Thursday 20 September 2018

History of Containers


Many people think the Shipping Container was invented in China. …not true.

Mr. Malcolm Mc Lean- The Inventor of ISO Shipping Containers

The first shipping container was invented and patented in 1956 by an American named Malcolm Mc Lean. Mc Lean was not an ocean shipper, but was a trucker and by 1956 he owned the largest trucking fleet in the South and the fifth largest trucking company in all the United States.


He saved his money and bought his first truck in 1934. During those years all cargo was loaded and unloaded in odd sized wooden crates. The process was very slow and certainly not standardized.

After observing this slow and inefficient process for 20 years, he finally decided to step back and develop some standardized way of loading cargo from trucks to ships and warehouses.
Malcolm then purchased Pan Atlantic Tanker Company, which owned a bunch of fairly rusted tankers. He re-named the new shipping company Sea-Land Shipping. With this shipping company he could finally experiment with better ways to load and unload trucks and ships.

After many experiments, his final design is what we know now as the Shipping Container - super strong, uniform design, theft resistant, and easy to load, unload, truck, rail, ship, and certainly store.


In 1955 McLean sold his trucking company and then purchased Pan Atlantic Tanker Company, which he re-named as Sea-Land Shipping. With this shipping company he tried out better ways to load and unload trucks and ships. Before containerization, an infinite combination of sizes and shapes of boxes, crates and product were delivered by truck and trailer to a port. These were then loaded either directly or in large cargo nets into the hold, or onto the deck of a ship to be stowed and secure. Consequently, it cost about $5.86 a ton to load a ship. McLean’s innovation was to modify the ships and his terminals to handle only two or three standardized sizes of container.

Malcolm focused on transforming the way ships are loaded and by pioneering the use of standardized shipping containers, he transformed the cost structure of the shipping industry and so made possible today’s highly integrated global marketplace.

Thus all the costs involved in unloading trucks and trains at the ports and then loading and stowing the cargo on board the ships could be eliminated. After McLean’s revolution it only cost about $0.16 a ton to load a ship - a reduction of 97%. Without this revolution today’s global marketplace would not be a reality.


• **Exercise details**
Leaving out all pictures, return exactly the lines from the one that contains "The image size" through the end of the data below.

• **Source information**
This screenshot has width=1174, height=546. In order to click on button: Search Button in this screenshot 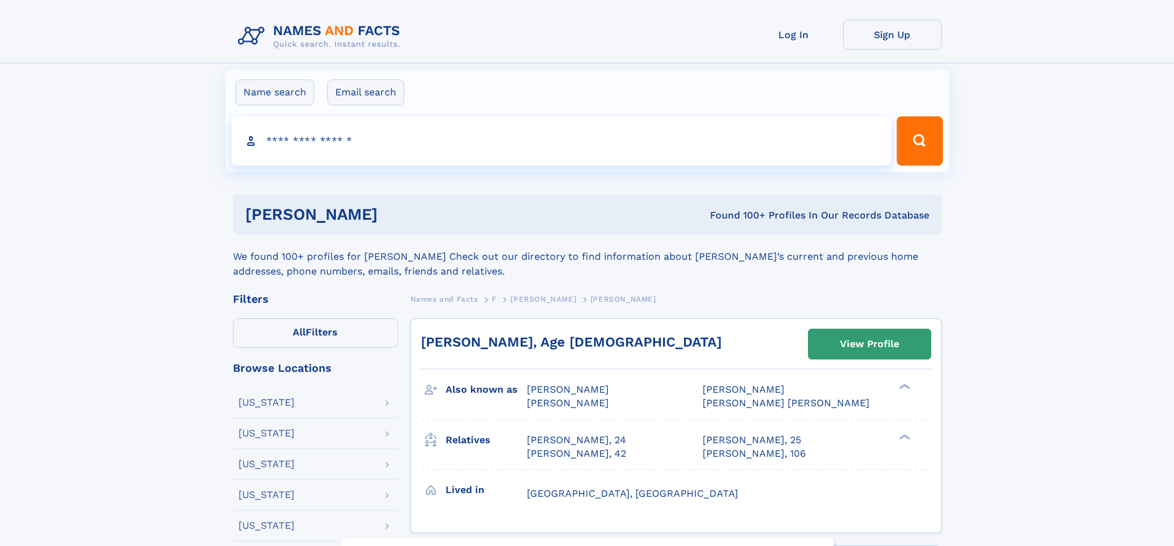, I will do `click(919, 141)`.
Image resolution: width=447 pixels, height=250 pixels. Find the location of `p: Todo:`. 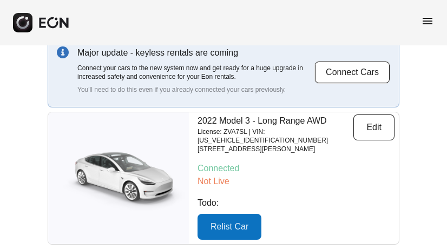

p: Todo: is located at coordinates (296, 203).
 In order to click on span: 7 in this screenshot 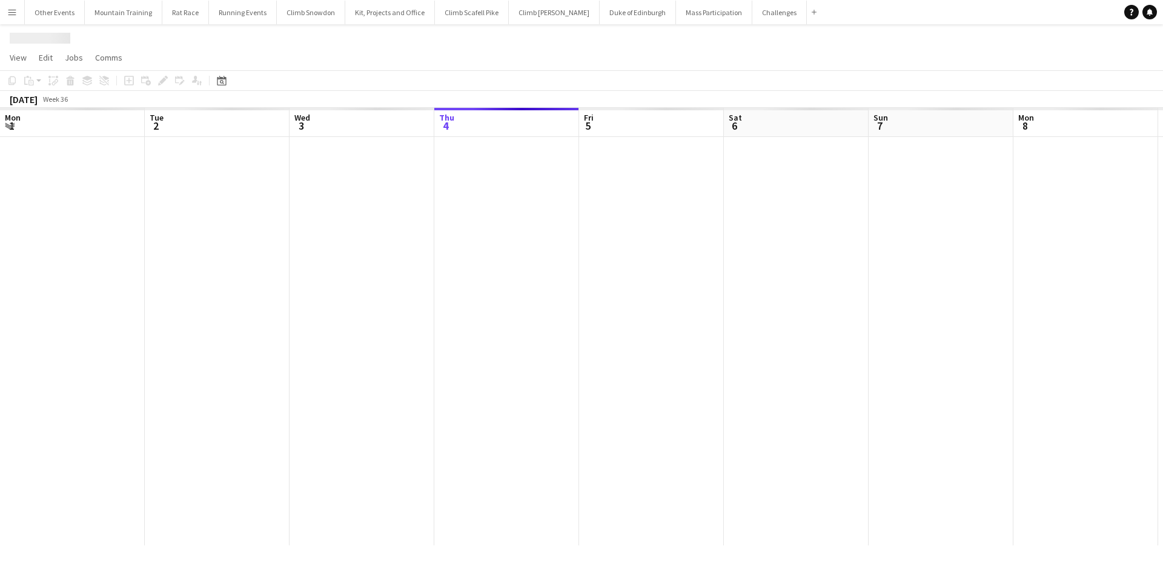, I will do `click(880, 125)`.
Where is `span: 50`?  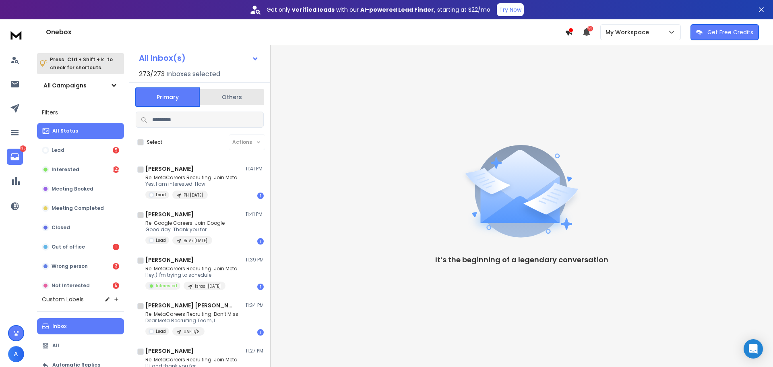 span: 50 is located at coordinates (590, 29).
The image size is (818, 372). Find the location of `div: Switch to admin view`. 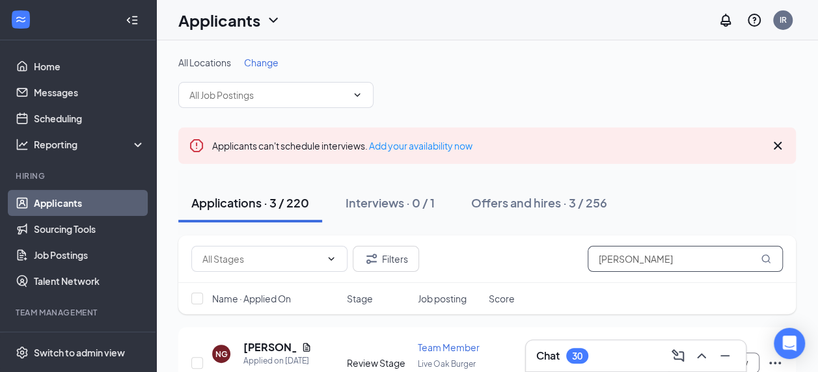

div: Switch to admin view is located at coordinates (79, 353).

• **Solution below**
The image size is (818, 372). Find the location of `div: Switch to admin view`. 

div: Switch to admin view is located at coordinates (79, 353).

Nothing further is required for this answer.